WhyHunger is pleased to be partnering with Andrianna Natsoulas, long-time food sovereignty activist and author of the forthcoming book Food Voices: Stories of the Food Sovereignty Movement. For the past year, Andrianna has been on a journey across the Americas to capture the stories of people working towards and living a just and sustainable food system. Below is the latest highlight of her work.
Lou Barr trolls for salmon on the fishing vessel Gavia in southeast Alaska. He first moved to Alaska in 1962 to be a biologist for the National Marine Fisheries Service and then realized that fishing is his calling and moved into that fulltime in 1980. Lou has a great love and appreciation for the intricate ecological wonders of the oceans and takes every precaution to conserve them.
“Over the past thirty years, I’ve seen a vast reduction in the availability of king salmon. I think there has also been a change in the food habits, probably because of what’s available, and juvenile pollock have become a much more prominent food item for king salmon. Pollock is a dominant organism, so we don’t see as much herring and sandlance as we used to see. I associate with that lack of minke whales, which we don’t see anymore. They usually were associated with the sandlance schools. I haven’t seen a minke in years.
“Things just keep getting bigger, getting more technologically advanced. Everyone now has equipment that wasn’t even dreamed of in the early ‘80’s. Now you’ve got these little screens that show you exactly where you are every moment. It lets us become ever more efficient, more effective. Of course, communications too; people talk and the word gets around no matter how quiet they try to be. If a bunch of fish show up in one location, pretty soon the boats all gravitate to it, so, you’re having a much higher harvest rate than if the fleet was spread out and everyone was working independently. I don’t like following the crowds. I’d rather be somewhere else where there’s fewer fish, but have the solitude of it.
“It hasn’t got just to do with commercial fishing, but with the taking of any wild, living resource. There is this very, very intense feeling that you have to treat it properly and respectfully. It bothers me to see massive production just out there to kill as much as you can as fast as you can to make as much as you can. I don’t believe in that. I think if you’re going to take something you have an ethical responsibility in two directions. To me, it’s mostly looking back. If you’re going to kill something, you take good care of it and don’t overburden yourself with quantity at the expense of quality or respect for the animal that you’ve killed. Secondarily, if it’s something to be sold or given, it should be the very best quality that you can pass along; whether as a gift or for pay, you feel the responsibility to deliver something that’s premium. That summarizes the attitude I’ve got. Take what you need, handle it well.
“I love being out there. As far as I’m concerned, it’s given me more access to the places where I want to be than anything else could. What’s better than to go out and more or less cover your expenses, plus a little bit, and be doing exactly what you want to do? That’s kind of a dream, isn’t it? I love fishing, I do. There are days I hate it, of course, but that’s just part of it. There are days you get tired of it, there are days you get scared from it, but overall it’s hard to beat. At the end of the day, there is a really good feeling.”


Filter the material below down to the lines containing the word "span".

• _Material for the task_
◆ ◆ ◆ ◆ ◆
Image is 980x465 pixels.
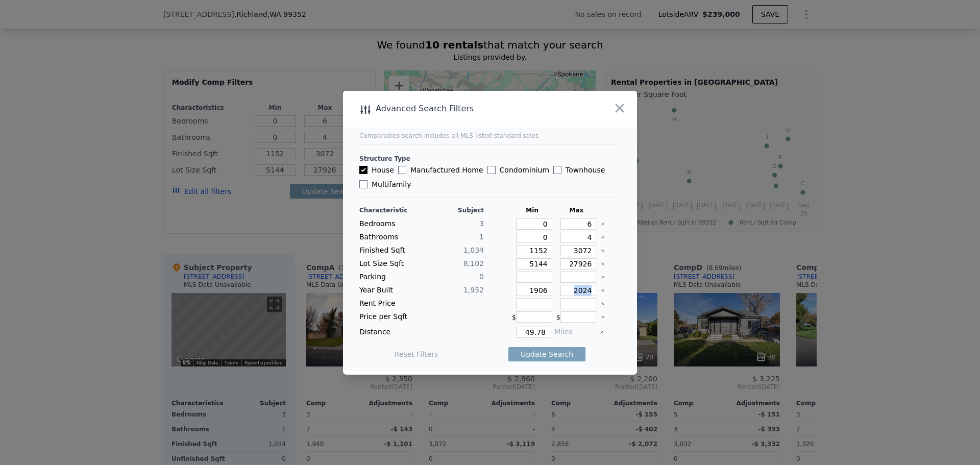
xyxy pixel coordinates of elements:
[479,272,484,281] span: 0
[359,311,420,323] div: Price per Sqft
[479,220,484,227] span: 3
[488,165,550,175] label: Condominium
[464,246,484,254] span: 1,034
[557,206,597,214] div: Max
[359,180,368,188] input: Multifamily
[601,275,605,279] button: Clear
[601,222,605,226] button: Clear
[601,235,605,239] button: Clear
[600,330,604,334] button: Clear
[359,218,420,230] div: Bedrooms
[359,298,420,309] div: Rent Price
[479,233,484,241] span: 1
[359,206,420,214] div: Characteristic
[395,349,439,359] button: Reset
[554,327,596,338] div: Miles
[359,165,394,175] label: House
[553,166,561,174] input: Townhouse
[359,155,621,162] div: Structure Type
[359,272,420,282] div: Parking
[601,248,605,252] button: Clear
[359,179,411,190] label: Multifamily
[601,302,605,306] button: Clear
[359,258,420,269] div: Lot Size Sqft
[359,285,420,296] div: Year Built
[359,245,420,256] div: Finished Sqft
[464,259,484,268] span: 8,102
[359,327,484,338] div: Distance
[488,166,495,174] input: Condominium
[553,165,605,175] label: Townhouse
[601,315,605,319] button: Clear
[512,311,553,323] div: $
[509,347,585,361] button: Update Search
[464,285,484,294] span: 1,952
[343,101,578,116] div: Advanced Search Filters
[359,132,621,140] div: Comparables search includes all MLS-listed standard sales
[423,206,484,214] div: Subject
[601,289,605,292] button: Clear
[359,231,420,243] div: Bathrooms
[512,206,553,214] div: Min
[601,262,605,266] button: Clear
[398,165,484,175] label: Manufactured Home
[557,311,597,323] div: $
[398,166,406,174] input: Manufactured Home
[359,166,368,174] input: House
◆ ◆ ◆ ◆ ◆
• _Answer to this exercise_
[479,272,484,281] span: 0
[479,220,484,227] span: 3
[464,246,484,254] span: 1,034
[479,233,484,241] span: 1
[464,259,484,268] span: 8,102
[464,285,484,294] span: 1,952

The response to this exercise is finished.